Free Built-In Methods (Single Pages)

Every major platform can export a PDF page to an image without any tool. These are genuinely free and worth knowing for one-off jobs:

  • macOS: Open the PDF in Preview, select the page thumbnail in the sidebar, then File → Export → set Format to PNG or JPEG. Bump the Resolution field to 300 pixels/inch for a crisp result. Preview only exports one page per file, so this is best for single pages.
  • Windows: Open the PDF in your browser or Edge, use the Snipping Tool (Win + Shift + S) for a quick grab — fine for previews, but capped at screen resolution per the warning above. For better quality, open the PDF in a free reader that offers "Export to Image" or "Save as Image."
  • iPhone/iPad: Open the PDF, screenshot it, then use Markup to crop. Quick but low-resolution — fine for a text message, not for printing.
  • Android: Most file managers and Google Drive's PDF viewer let you screenshot; for real exports you'll want a dedicated converter app or the browser tool below.

The pattern: built-in tools handle one page well but get tedious for whole documents, and the phone methods top out at screen resolution.

Converting Every Page at Once

This is where doing it by hand falls apart. A 30-page report means 30 export-and-rename cycles in Preview. The PDF to Images tool renders the entire document in one pass:

  1. Open the PDF to Images tool.
  2. Drop your PDF in.
  3. Choose PNG or JPG based on the guide above.
  4. Download — grab a single page, or download all pages at once.

Each image is named with its page number (report-page-1.png, report-page-2.png, and so on), so they stay in order automatically. Pages render at 2× scale, which keeps text readable instead of the soft, anti-aliased look you get from a straight 1:1 render. PDF to Images is one of the Pro tools on the $9/month plan — the free OS shortcuts above cover the occasional single page, while the Pro tool is for batching whole documents cleanly and choosing your format.

Common Real-World Cases

A few situations that send people looking for this:

  • Pulling one chart or figure out of a report to paste into a slide or email. Convert just that page to PNG, then crop.
  • Posting a document where PDFs aren't allowed — many forums, Reddit, marketplace listings, and older CMS uploaders only accept JPG/PNG.
  • Sending a preview of a contract or design proof to someone who shouldn't get the editable file.
  • Feeding pages into an image-only workflow — a design tool, a printing service, or a social post that wants flat images.

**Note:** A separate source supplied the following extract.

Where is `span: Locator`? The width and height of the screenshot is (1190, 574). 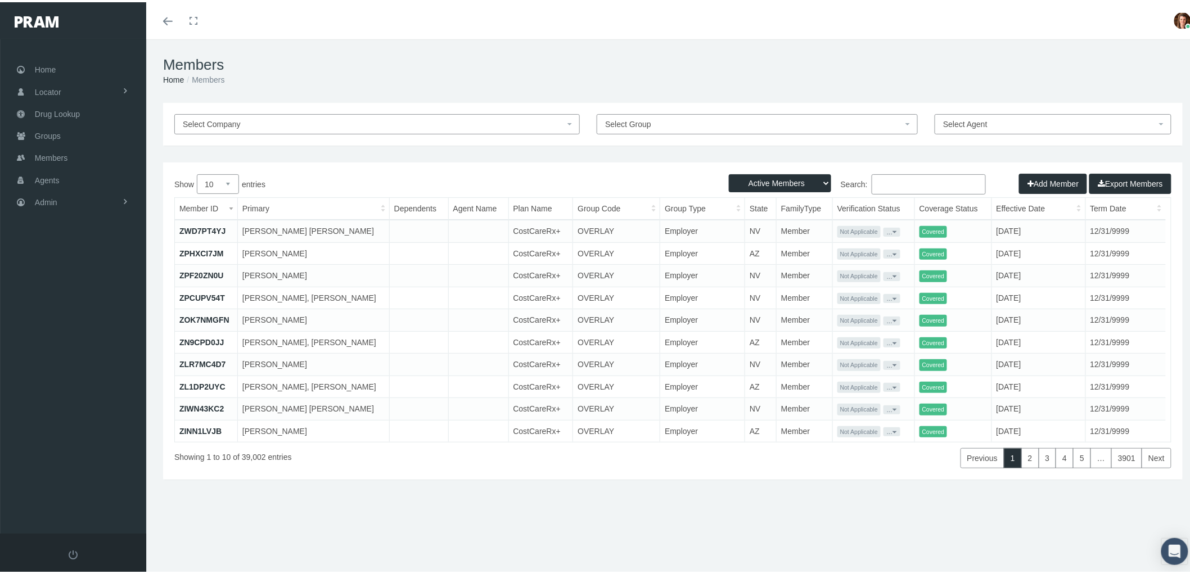
span: Locator is located at coordinates (48, 90).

If the Images Come Out Too Large

PNG exports of a long document add up fast — a 20-page report can run 30MB+ in PNGs. Two fixes:

  • Switch to JPG. For anything photo-heavy, JPG is a fraction of the size with no visible difference at screen sizes.
  • Convert back to a PDF and compress. If you only needed images to get around an upload restriction and the destination actually accepts a smaller PDF, run your file through the Compress tool instead — often a cleaner path than juggling a folder of images.

Going the Other Direction

If you're here because you're working in both directions — images out of a PDF, and images back into one — the convert JPG to PDF guide covers the return trip, including batching a stack of images into a single document.

Privacy: Pages Don't Leave Your Browser

The PDFs people convert to images are often the sensitive kind — signed agreements, financial statements, internal reports. The browser tool renders every page locally using pdf.js; the file never touches a server, even temporarily. Close the tab and there's nothing left anywhere, because nothing was sent. That makes it safe for documents you'd never paste into a random "free online converter" that quietly logs uploads.

When You Need More

For occasional conversions, the browser tool plus your OS's built-in export covers it. If you're extracting text and images from scanned documents at volume and need OCR baked in, Adobe Acrobat Pro handles batch page-to-image export alongside text recognition in one step.

For the everyday "I need this PDF page as a PNG" job, open the PDF to Images tool, pick your format, and you're done before the upload box on the other end finishes loading.

Ready to try it?

Convert each page of your PDF into high-quality PNG or JPG images. Download individually or all at once.